Is that a charge pump at the gate for isolation? Can it be driven by microcontroller PWM on one pin and ground on the other?
It is; note that common mode between driver and power path will turn it on just the same. And that intermediate drive levels will partially bias the transistors, leading to high dissipation. It's reasonable for limited applications, but most of those will have the driver isolated, in which case, err, it doesn't need to be cap-coupled at all and can be tied common source with the switches...
Or the caps could be dimensioned small enough that AC mains for example doesn't trip it, in the mean case -- but can't be made small enough that the exceptional case (EMI or transients) won't. So it's not very safe for that reason.
Also, speaking of transients, there's nothing limiting gate voltage, which a transient could easily overdrive, and then your switch is always-on which is rather inconvenient... (Semiconductors tend to fail shorted.) Easy solution there, use 12V zener diodes for the charge pump.
A more refined version could use an LC resonant tank, to filter out most of that junk (mind, it's still susceptible at the resonant frequency); in which case the coupling capacitors can be made quite small thanks to the enhanced power coupling of a double-tuned resonant filter. Drive of course also needs to be fixed frequency, but that's rather easy to obtain from an MCU with crystal (or even the internal RC oscillators are usually precise enough for this) and a timer-counter.
Still better would be a balanced LC resonant tank, using a centertapped choke to couple +/- balanced into the network, so that common mode interference is cancelled out. Now you're using a transformer anyway, so I don't know that it matters much at this point... pulse transformers aren't terrifically expensive and the left circuit is simple and easy.
The one advantage to the resonant method is, if you don't mind the frequency being a LOT higher (alas, out of the range of an MCU + timer), you could use coreless planar PCB structures at zero parts cost (just design time and board area). Run it at say 433MHz from a gated crystal oscillator (use small schottky diodes for the low capacitance and no recovery loss). The isolation can also be extremely good (thickness of FR-4 is good for many thousands of volts). Another advantage is, the keying can be quite fast now (a modest fraction of Fo), better than most optoisolators and maybe even competitive with digital isolators (some of which use the same construction internally!).
But I digress; there's a fair amount of network theory and poking around to prove out something like that, and even in an ISM band, it may not be easy to meet emissions limits. More just as a flavor of what's possible, not necessarily feasible.
If I understand this right, if Vgs is being driven as described in my previous post (between -10 V and +10V) then connecting common source or common drain will not make a difference?
Yes, for Vg(on) - Vgs(max) < Vcm < Vg(on) - Vgs(on)(min).
For Vgs(max) = 20V and Vg(on) = 20V, the CM range is only 0...15V say (for a minimum Vgs(on) of 5V).
Like I said, it's practical for small voltages, a few volts.
SI1539CDL is a MOSFET pair I had in mind. It has Vgs +/-20 V, Vds +/- 30 V. Dont see it to be a problem for this circuit.
I meant in the range of +/- 10 Volts for low voltage AC. I wanted to distinguish from AC mains voltage or similar when i wrote low voltage.
Yeah that's not gonna happen, the span is already as much as Vgs(max) and that's already distorting as it runs out of Vgs(on) at the peaks.
BTW, another way to use the common-source switch, is to bias the gates from an external supply. Say the source and drive are common ground, and drive is +/-30V current limited to say 0.1mA, something small like that. (Easily enough done with a handful of transistors and resistors, as level shifting and CCS.) Tie this to the gates
and add a S-G zener so that Vgs(on) and (off) are limited, regardless of Vcm. Now you can run Vcm up to +25/-30V peak and have reliable operation. Note that the drive injects some current into the source or load, so this won't be an acceptable solution for every situation; for something like an audio amp, it's fine.
BTW, AC/DC (MOS type) SSRs are just the same thing over again, using a small photovoltaic (solar panel) stack powered by the LED itself. This delivers minuscule current (some uA), hence they switch quite slowly (some ms). They're quite handy -- just look at how much circuitry they save!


| TASK TO CARRY OUT |
Check every line of the material below for the string "Classer". State how many lines have it.

START MATERIAL TO PROCESS

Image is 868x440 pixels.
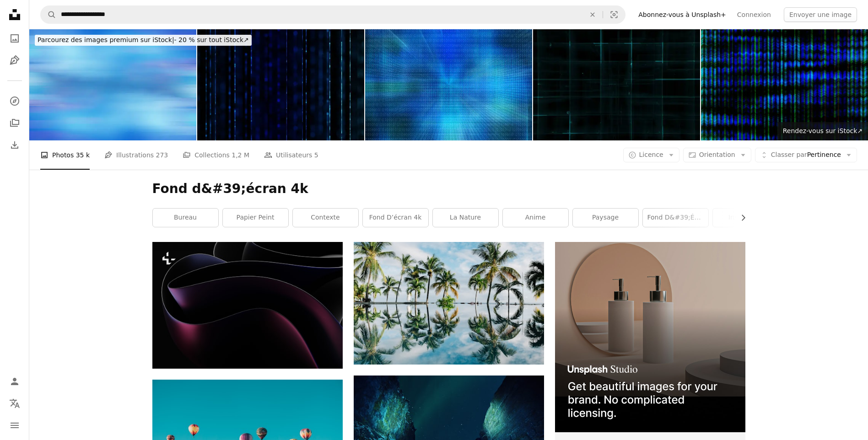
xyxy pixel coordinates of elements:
[30,30,196,141] img: Bleu abstrait fond clair
[153,242,343,369] img: Un fond abstrait noir et violet avec des courbes
[603,6,626,24] button: Recherche de visuels
[639,151,664,158] span: Licence
[702,30,868,141] img: Fond bleu
[264,141,318,169] a: Utilisateurs 5
[699,151,736,158] span: Orientation
[771,150,841,160] span: Pertinence
[37,36,174,43] span: Parcourez des images premium sur iStock |
[354,242,544,365] img: Réflexion de l’eau des cocotiers
[363,209,429,227] a: fond d’écran 4k
[366,30,532,141] img: code binaire
[104,141,168,169] a: Illustrations 273
[153,209,218,227] a: bureau
[623,148,680,163] button: Licence
[198,30,364,141] img: fond abstrait de particule coloré
[156,150,169,160] span: 273
[5,114,24,132] a: Collections
[30,30,257,51] a: Parcourez des images premium sur iStock|- 20 % sur tout iStock↗
[293,209,359,227] a: Contexte
[783,127,863,135] span: Rendez-vous sur iStock ↗
[735,209,746,227] button: faire défiler la liste vers la droite
[633,8,732,22] a: Abonnez-vous à Unsplash+
[5,394,24,413] button: Langue
[573,209,638,227] a: paysage
[784,8,857,22] button: Envoyer une image
[223,209,288,227] a: papier peint
[756,148,857,163] button: Classer parPertinence
[713,209,778,227] a: inspiration
[583,6,603,24] button: Effacer
[5,51,24,70] a: Illustrations
[556,242,746,432] img: file-1715714113747-b8b0561c490eimage
[534,30,700,141] img: Grille numérique et arrière-plan de texte.
[41,6,56,24] button: Rechercher sur Unsplash
[5,92,24,110] a: Explorer
[683,148,752,163] button: Orientation
[771,151,807,158] span: Classer par
[315,150,318,160] span: 5
[40,5,626,24] form: Rechercher des visuels sur tout le site
[232,150,249,160] span: 1,2 M
[503,209,569,227] a: anime
[5,136,24,154] a: Historique de téléchargement
[35,35,252,46] div: - 20 % sur tout iStock ↗
[153,181,746,198] h1: Fond d&#39;écran 4k
[732,8,777,22] a: Connexion
[433,209,499,227] a: la nature
[354,299,544,308] a: Réflexion de l’eau des cocotiers
[778,122,868,141] a: Rendez-vous sur iStock↗
[5,30,24,48] a: Photos
[5,372,24,391] a: Connexion / S’inscrire
[182,141,249,169] a: Collections 1,2 M
[153,301,343,309] a: Un fond abstrait noir et violet avec des courbes
[643,209,708,227] a: fond d&#39;écran du bureau
[5,416,24,435] button: Menu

END MATERIAL TO PROCESS

| RESULT OF THIS EXERCISE |
2